**What you have to do**
Transcribe the entries below word for word, beginning at the line with "Describe the element at coordinates (620, 18)" and stopping after the line with "Task: Click on the stat: 击中目标恢复77点气血值"; drop all pictures.

**The records**
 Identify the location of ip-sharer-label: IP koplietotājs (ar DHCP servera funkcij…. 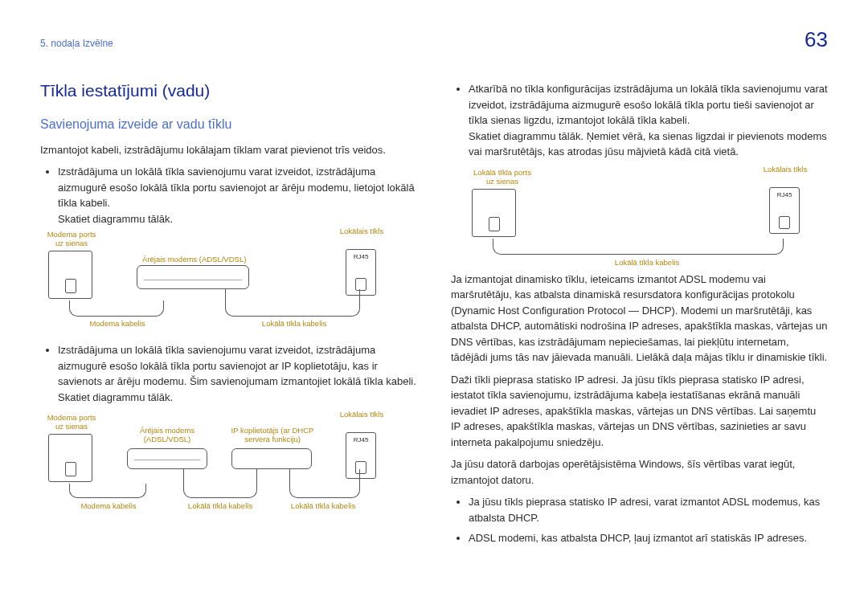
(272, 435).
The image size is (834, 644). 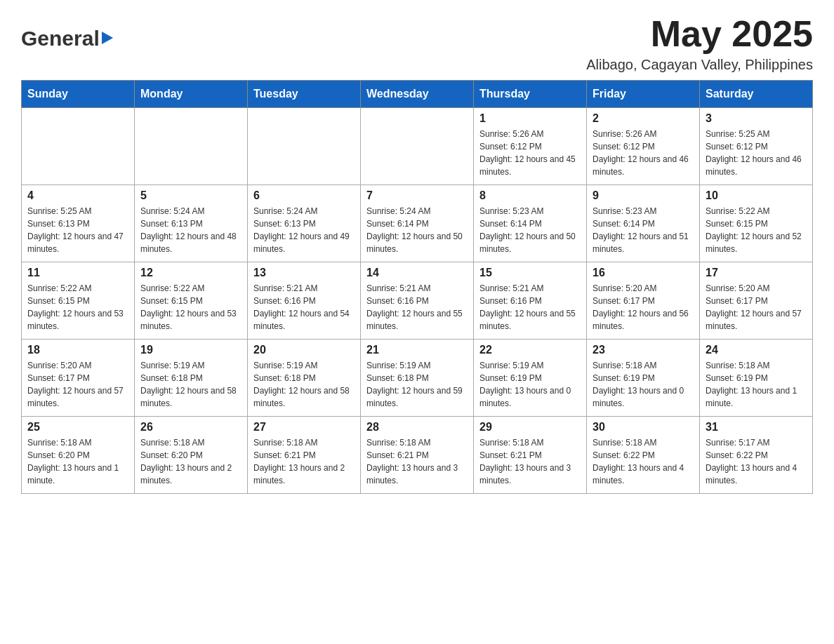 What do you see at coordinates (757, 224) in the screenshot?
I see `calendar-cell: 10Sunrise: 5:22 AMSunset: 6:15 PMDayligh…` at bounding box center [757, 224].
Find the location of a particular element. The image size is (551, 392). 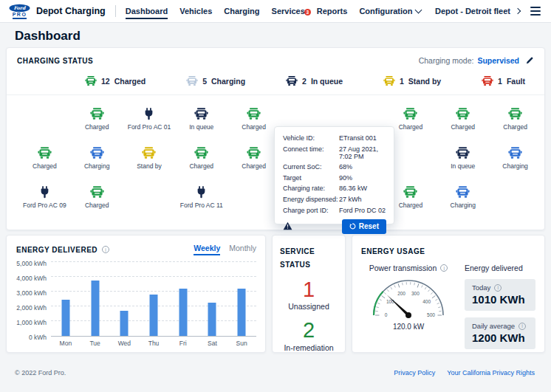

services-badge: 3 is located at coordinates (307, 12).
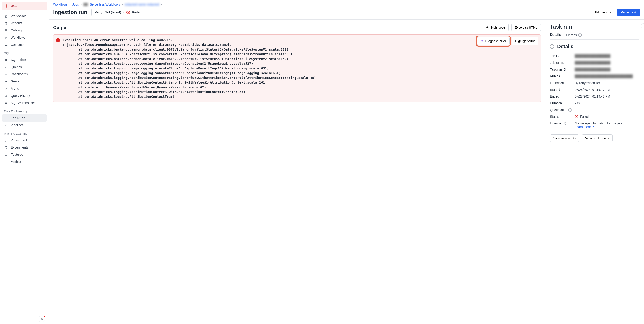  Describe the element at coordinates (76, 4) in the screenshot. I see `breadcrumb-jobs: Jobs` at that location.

...

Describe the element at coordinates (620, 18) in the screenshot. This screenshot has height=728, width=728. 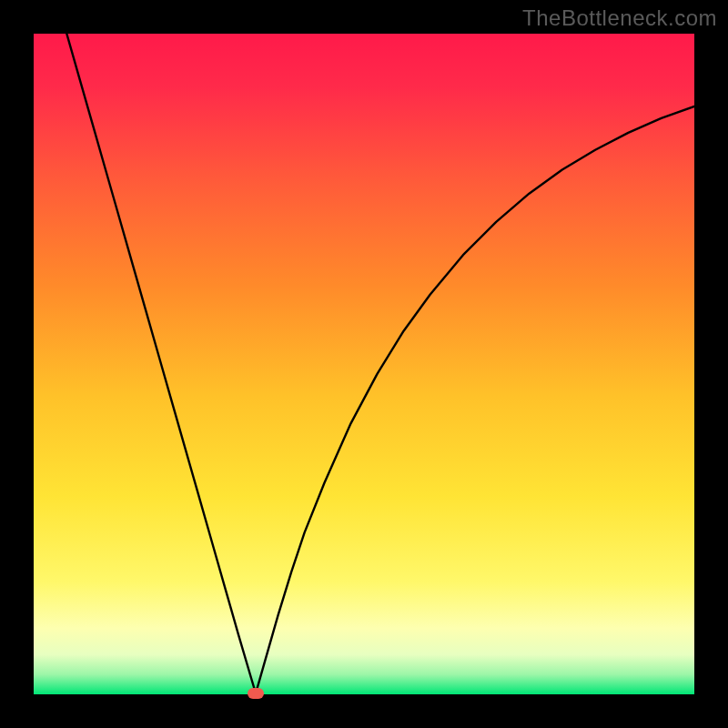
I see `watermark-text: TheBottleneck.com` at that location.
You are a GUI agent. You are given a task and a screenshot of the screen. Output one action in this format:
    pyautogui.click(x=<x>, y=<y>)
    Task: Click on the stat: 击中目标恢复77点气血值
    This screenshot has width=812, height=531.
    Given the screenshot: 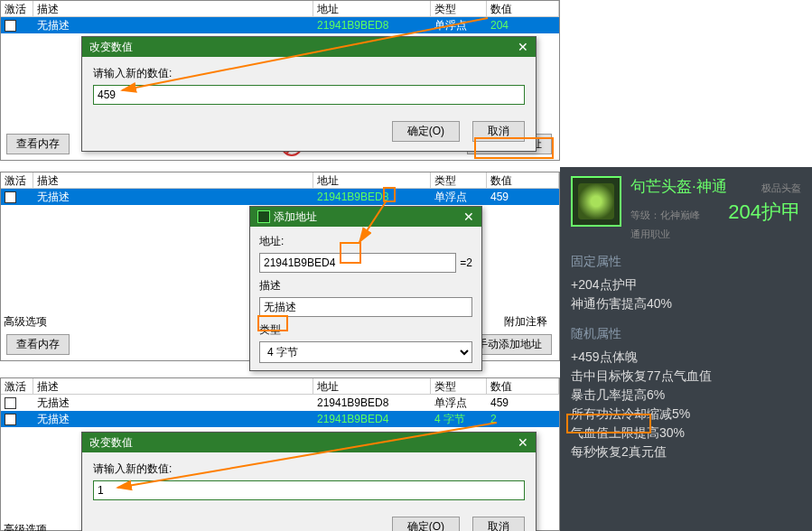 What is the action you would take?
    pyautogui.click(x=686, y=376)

==

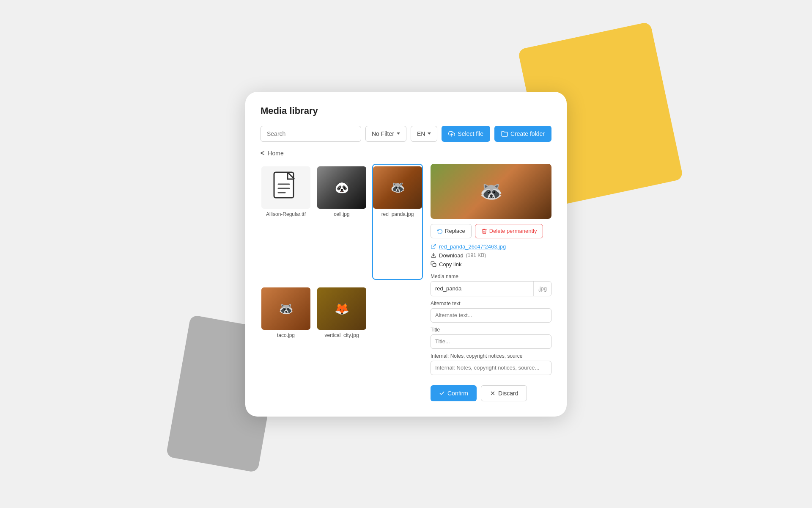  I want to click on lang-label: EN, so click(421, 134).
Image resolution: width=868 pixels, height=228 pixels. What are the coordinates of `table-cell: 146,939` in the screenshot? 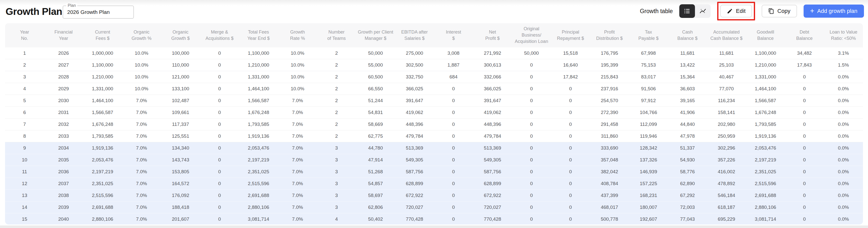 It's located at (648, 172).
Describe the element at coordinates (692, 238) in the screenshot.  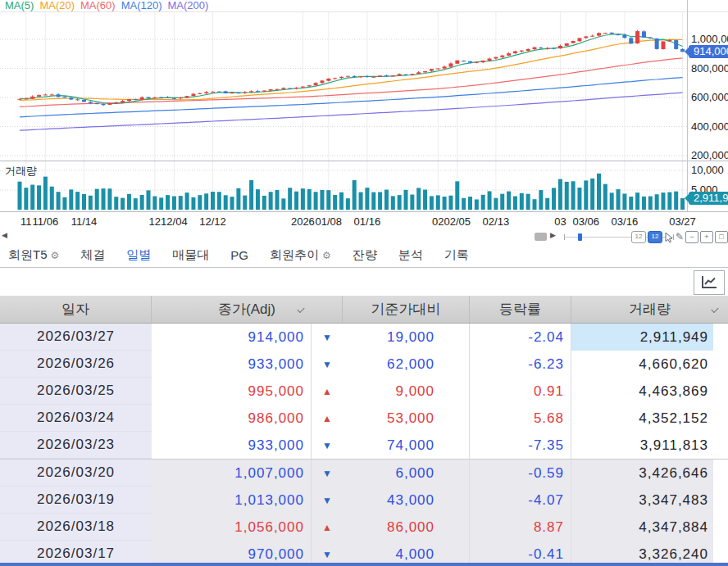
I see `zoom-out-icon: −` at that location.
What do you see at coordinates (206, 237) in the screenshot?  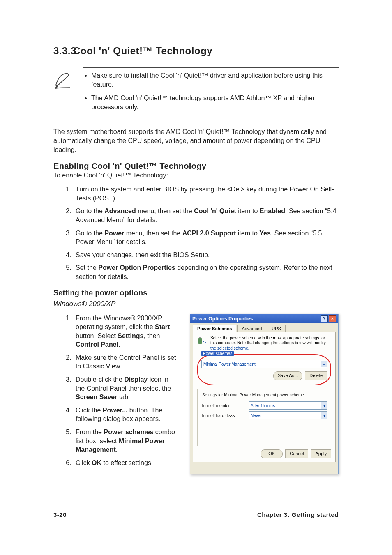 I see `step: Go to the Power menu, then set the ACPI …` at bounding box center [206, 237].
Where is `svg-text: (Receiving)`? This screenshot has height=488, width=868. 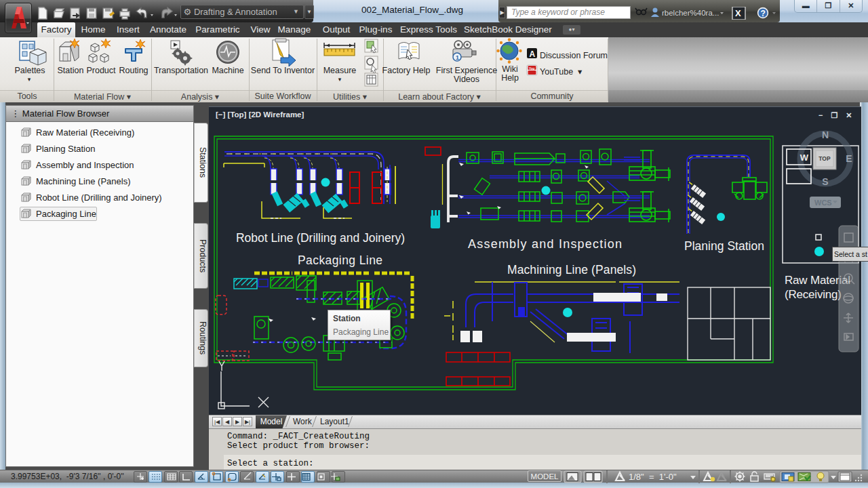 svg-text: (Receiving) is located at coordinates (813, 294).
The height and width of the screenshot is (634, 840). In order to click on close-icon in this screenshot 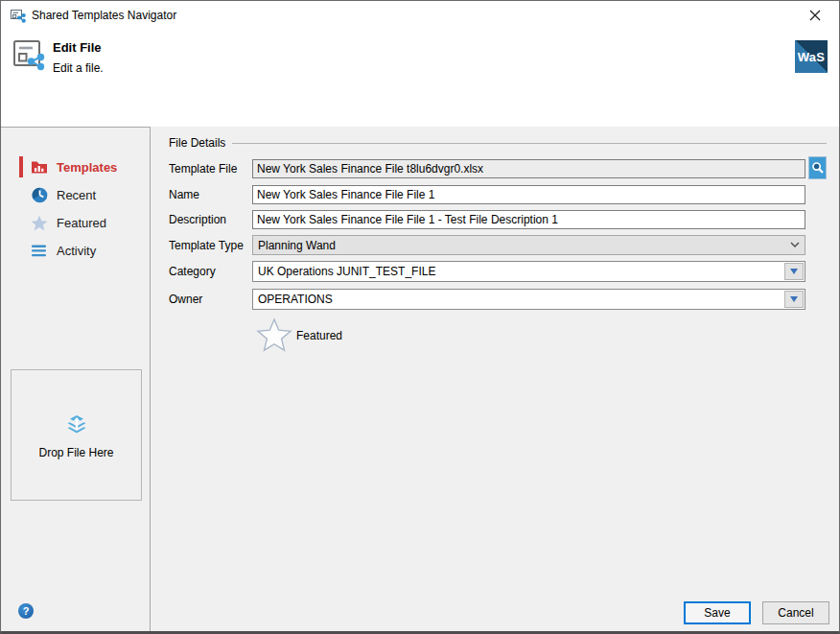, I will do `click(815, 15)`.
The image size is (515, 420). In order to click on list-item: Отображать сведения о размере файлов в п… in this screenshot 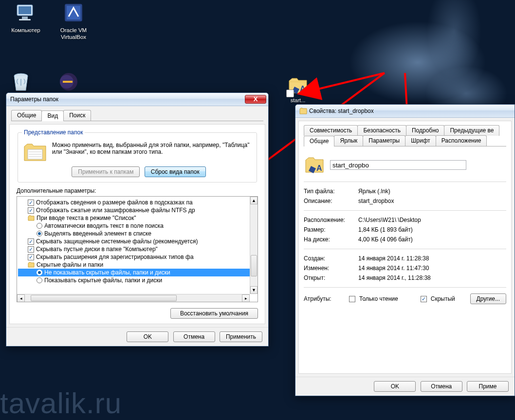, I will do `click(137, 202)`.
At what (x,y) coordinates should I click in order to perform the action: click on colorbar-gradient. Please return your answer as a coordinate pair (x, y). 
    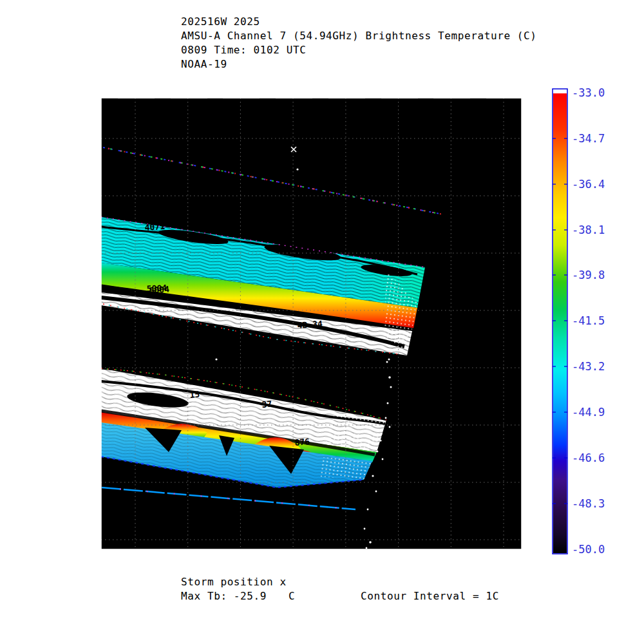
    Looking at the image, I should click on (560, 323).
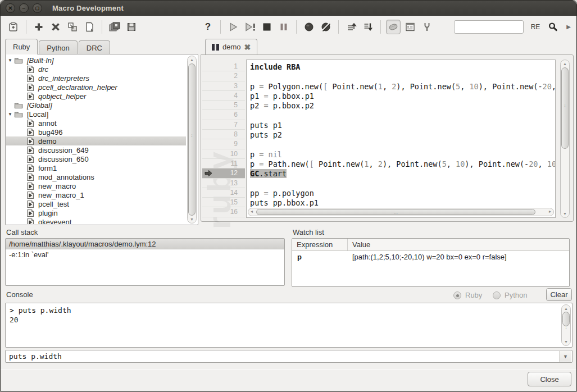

**Solution to this problem**
Describe the element at coordinates (620, 18) in the screenshot. This screenshot has height=728, width=728. 
I see `watermark-text: TheBottleneck.com` at that location.
You are a GUI agent. You are given a task and a screenshot of the screen. Output one action in this format:
    pyautogui.click(x=<x>, y=<y>)
    Task: Click on the stat: 击中目标恢复77点气血值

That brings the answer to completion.